What is required: Word for word, transcribe all the entries shown below.

Saved entries
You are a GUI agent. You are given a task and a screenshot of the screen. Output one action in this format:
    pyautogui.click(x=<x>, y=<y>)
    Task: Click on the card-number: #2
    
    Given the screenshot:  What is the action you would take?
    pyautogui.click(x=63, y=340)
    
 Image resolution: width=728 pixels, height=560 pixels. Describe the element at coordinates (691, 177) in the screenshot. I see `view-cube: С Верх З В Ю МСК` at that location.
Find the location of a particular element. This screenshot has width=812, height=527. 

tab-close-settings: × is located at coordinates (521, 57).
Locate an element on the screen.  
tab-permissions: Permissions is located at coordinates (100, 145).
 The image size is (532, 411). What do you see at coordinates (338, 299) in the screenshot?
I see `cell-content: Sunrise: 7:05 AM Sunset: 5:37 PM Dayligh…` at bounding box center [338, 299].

Finished task:
You are a GUI agent. You are given a task and a screenshot of the screen. Output one action in this format:
    pyautogui.click(x=<x>, y=<y>)
    Task: Click on the card-number: #2
    
    Given the screenshot:  What is the action you would take?
    pyautogui.click(x=63, y=340)
    
 Image resolution: width=728 pixels, height=560 pixels. Describe the element at coordinates (691, 177) in the screenshot. I see `view-cube: С Верх З В Ю МСК` at that location.
Find the location of a particular element. This screenshot has width=812, height=527. 

tab-close-settings: × is located at coordinates (521, 57).
Locate an element on the screen.  
tab-permissions: Permissions is located at coordinates (100, 145).
 The image size is (532, 411). What do you see at coordinates (338, 299) in the screenshot?
I see `cell-content: Sunrise: 7:05 AM Sunset: 5:37 PM Dayligh…` at bounding box center [338, 299].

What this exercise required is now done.